Submitted by YOUR NEW REALITY

Former CIA agent, Robert Baer, explains how the car bomb has become the deadliest weapon of all in modern warfare :

What happened in that summer of 1983 in Beirut has come back to haunt us in Iraq and Afghanistan. In their decades of civil war, the Lebanese, an inventive people, refined the weapon and became the best car-bombers in the world. The bombs that go off every day in Baghdad, the very concept of the suicide driver, were developed on the streets of Beirut.

The Lebanese raided the shelves of RadioShack and turned everyday electrical items – from mobile phones and electronic garage-door openers to model-aircraft control panels – into remotely controlled detonation triggers for car bombs. The Lebanese added gas canisters to boost the blast wave – a technique used in the attempted attack in July 2007 at Glasgow airport.

The threat from car bombs now spans the globe. Anywhere and anyone, a government building, an airport, could be a target. From Downing Street to the White House, governments are turning their offices into fortresses – and waiting for the next attack.

The Lebanese did not invent the car bomb; that honour goes to the Americans. The world’s first car bomb, a horse-and-car bomb, exploded on Wall Street on September 16, 1920, killing 38 people. But the Lebanese made car bombs a lot more lethal. When they planted them, it was to make the pavements run with blood. Everyone did it: the Christians, the Palestinians, Hezbollah and the Israelis.

For three decades Lebanon has been a research laboratory for car bombers. The same signature car-bomb techniques turned up in Baghdad soon after the 2003 US invasion. A lot of Lebanese car bombers just drove across the border into Syria and on to Baghdad.

Somewhat belatedly, the US military is spending £2.1 billion a year on secret programmes run by a military task force, JIEDDO (the Joint Improvised Explosive Device Defeat Organisation), to counter the car bomb.

But even JIEDDO’s deputy director, Brigadier-General Anthony Tata, admits: “A car is a commercial entity. You go buy a car, find some old 155mm shells and you’ve got yourself a car bomb.”

More on the shocking history of the Car Bomb from Mike Davis here, who goes into the sort of detail that Robert Baer either doesn’t know, doesn’t believe, or doesn’t want to acknowledge is true.

And some more detail, from Davis, on that 1920 Wall Street attack :

On a warm September day in 1920, a few months after the arrest of his comrades Sacco and Vanzetti, a vengeful Italian anarchist named Mario Buda parked his horse-drawn wagon near the corner of Wall and Broad Streets, directly across from J. P. Morgan Company. He nonchalantly climbed down and disappeared, unnoticed, into the lunchtime crowd. A few blocks away, a startled postal worker found strange leaflets warning: “Free the Political Prisoners or it will be Sure Death for All of You!” They were signed: “American Anarchist Fighters.” The bells of nearby Trinity Church began to toll at noon. When they stopped, the wagon — packed with dynamite and iron slugs — exploded in a fireball of shrapnel.

“The horse and wagon were blown to bits,” writes Paul Avrich, the celebrated historian of American anarchism who uncovered the true story. “Glass showered down from office windows, and awnings twelve stories above the street burst into flames. People fled in terror as a great cloud of dust enveloped the area. In Morgan’s offices, Thomas Joyce of the securities department fell dead on his desk amid a rubble of plaster and walls. Outside scores of bodies littered the streets.”

Buda was undoubtedly disappointed when he learned that J.P. Morgan himself was not among the 40 dead and more than 200 wounded — the great robber baron was away in Scotland at his hunting lodge. Nonetheless, a poor immigrant with some stolen dynamite, a pile of scrap metal, and an old horse had managed to bring unprecedented terror to the inner sanctum of American capitalism.

His Wall Street bomb was the culmination of a half-century of anarchist fantasies about avenging angels made of dynamite; but it was also an invention, like Charles Babbage’s Difference Engine, far ahead of the imagination of its time. Only after the barbarism of strategic bombing had become commonplace, and when air forces routinely pursued insurgents into the labyrinths of poor cities, would the truly radical potential of Buda’s “infernal machine” be fully realized.

Buda’s wagon was, in essence, the prototype car bomb: the first use of an inconspicuous vehicle, anonymous in almost any urban setting, to transport large quantities of high explosive into precise range of a high-value target.

It was not replicated, as far as I have been able to determine, until January 12, 1947 when the Stern Gang drove a truckload of explosives into a British police station in Haifa, Palestine, killing 4 and injuring 140. The Stern Gang (a pro-fascist splinter group led by Avraham Stern that broke away from the right-wing Zionist paramilitary Irgun) would soon use truck and car bombs to kill Palestinians as well: a creative atrocity immediately reciprocated by British deserters fighting on the side of Palestinian nationalists.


*What needs to be done*. Word for word, repeat the records, leaving every picture behind.

[Records contained in a dataset]
= Beginning of Section =

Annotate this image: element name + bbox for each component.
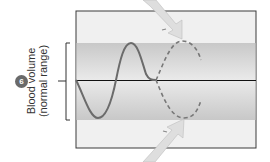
step-number-badge: 6	[15, 75, 28, 88]
y-axis-label-line2: (normal range)	[37, 45, 49, 117]
normal-range-band-upper	[77, 43, 256, 80]
y-axis-label: Blood volume (normal range)	[25, 45, 49, 117]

= End of Section =

*Response box*.
Annotate this image: element name + bbox for each component.
step-number-badge: 6	[15, 75, 28, 88]
y-axis-label-line2: (normal range)	[37, 45, 49, 117]
normal-range-band-upper	[77, 43, 256, 80]
y-axis-label: Blood volume (normal range)	[25, 45, 49, 117]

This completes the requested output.